Summary
At home in the mere, his underground realm, the monster
Grendel watches an old ram stand stupid and inert at the edge of
a cliff. Grendel yells at the creature, stamps his feet, and throws
stones at it, but the ram refuses to so much as acknowledge Grendel’s
presence. Grendel lets out a howl so terrible that it freezes the
water at his feet, but the ram remains unmoved. The ram’s stubborn
stolidity reminds Grendel that spring has arrived in a similarly
undeniable fashion.
The commencement of the growing season marks the beginning of
the twelfth year of Grendel’s war with the humans, a conflict he derides
as stupid and pointless. Grendel is further disgusted by the fact
that the arrival of warm weather has awakened the ram’s mindless,
animalistic sexual urges. He rhetorically asks the sky why the idiotic
animal cannot discover any dignity, but the sky, like the ram, refuses
to respond. Grendel responds with an upturned middle finger and
a defiant kick. He admits, however, that he himself is no nobler
than any of the brainless animals, calling himself a pointless, ridiculous
monster who stinks of death. As Grendel walks through his realm,
he notices the signs of spring all around him and also notes places
where he has committed various acts of violence. Grendel’s presence
frightens a doe, and he claims the reaction is unfair—he has never
done anything to harm a deer.
Passing the sleeping body of his fat, foul mother, Grendel
swims through firesnake-infested waters up to the surface of the
earth. His seasonal journey up to the world of men is just as mechanical
and mindless as the ram’s springtime lust, and Grendel laments the
necessary repetition. When he reaches the edge of his territory,
he stands at the edge of a cliff and stares down into an abyss.
He yells into the chasm and is surprised by the volume of his own
voice. Grendel continues down the cliffs and through the fens and
moors on his way to the meadhall of Hrothgar, king of the Danes.
As he makes his way to the meadhall, Grendel thinks of his mother,
who continues to sleep in their underground haunt. She is wracked
by guilt for some unnamed, secret crime. She has lost the ability
to speak, and so is unable—or unwilling—to answer Grendel’s questions
about the nature of their existence.
Grendel arrives at Hrothgar’s meadhall and coldheartedly
ravages the human community. This is the twelfth year of Grendel’s raids,
and he calmly, laughingly anticipates the reactions of the men. They
turn off the lights in an attempt to confuse Grendel, but Grendel
can see in the dark, and he easily bests the humans. In the chaos that
ensues, Grendel sacks up several dead bodies and retreats to the woods,
where he eats them and laughs maniacally. When dawn comes, however,
the sour meat of the humans sits heavy in his stomach and he is
filled with gloom once again.
Grendel listens as the Danes attribute the attack to the
whims of an angry god, and he watches as the slow process of rebuilding
the meadhall begins. A funeral pyre is erected, and as the corpses
burn, the Danes throw golden rings, swords, and helmets onto the
fire. The crowd sings a song together, and to Grendel’s ears the
song seems to be one of triumph. Nauseated and filled with rage,
Grendel flees for home.
Analysis
The first few pagesof Grendel echo
the beginning of Geoffrey Chaucer’s Canterbury Tales, a
work that features one of the most famous openings in the English
canon. In that fourteenth-century work, the arrival of spring and
its fresh, sexual vigor prompts a group of English pilgrims to undertake
a long journey to visit the martyr of Canterbury. The presence of
the ram is a direct link to Chaucer’s poem, for Chaucer’s pilgrims
are said to set off when the sun is halfway through the cycle of
the Ram, or Aries. The poet T.S. Eliot, like Gardner in Grendel, parodies
Chaucer in the first stanzas of his poem The Waste Land (1922).
In the poem, Eliot transforms Chaucer’s optimistic imagery into
a sad and brutal scene, describing spring rising over a desolate,
mechanized modern world. Here, in Grendel, Gardner
appears to be drawing from Eliot’s imagery when he has Grendel describe
the grasses poking through the ground as “the children of the dead.”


» PROBLEM STATEMENT
Restate the records word for word. Include no pictures.

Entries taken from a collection
━━━

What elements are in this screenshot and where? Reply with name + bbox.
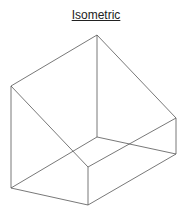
edge-apex-right	[97, 35, 176, 118]
isometric-drawing	[0, 0, 192, 215]
edge-bottom-right	[88, 154, 176, 205]
edge-bottom-left	[11, 188, 88, 205]
edge-left-slope	[11, 86, 88, 167]
edge-apex-left	[11, 35, 97, 86]
edge-right-slope	[88, 118, 176, 167]
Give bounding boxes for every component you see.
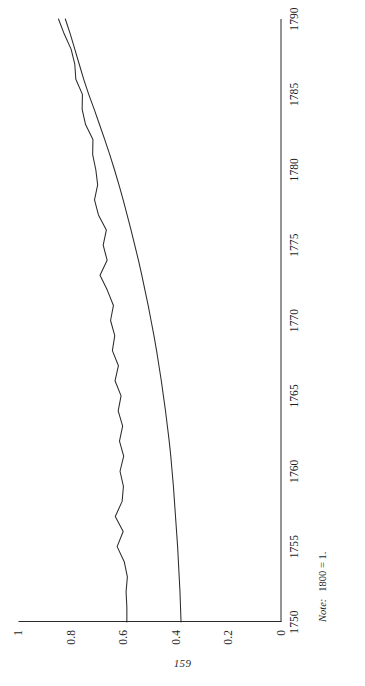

━━━

» FINISHED EXERCISE
What elements are in this screenshot and where? Reply with name + bbox.
edge-apex-right	[97, 35, 176, 118]
isometric-drawing	[0, 0, 192, 215]
edge-bottom-right	[88, 154, 176, 205]
edge-bottom-left	[11, 188, 88, 205]
edge-left-slope	[11, 86, 88, 167]
edge-apex-left	[11, 35, 97, 86]
edge-right-slope	[88, 118, 176, 167]
Give bounding boxes for every component you see.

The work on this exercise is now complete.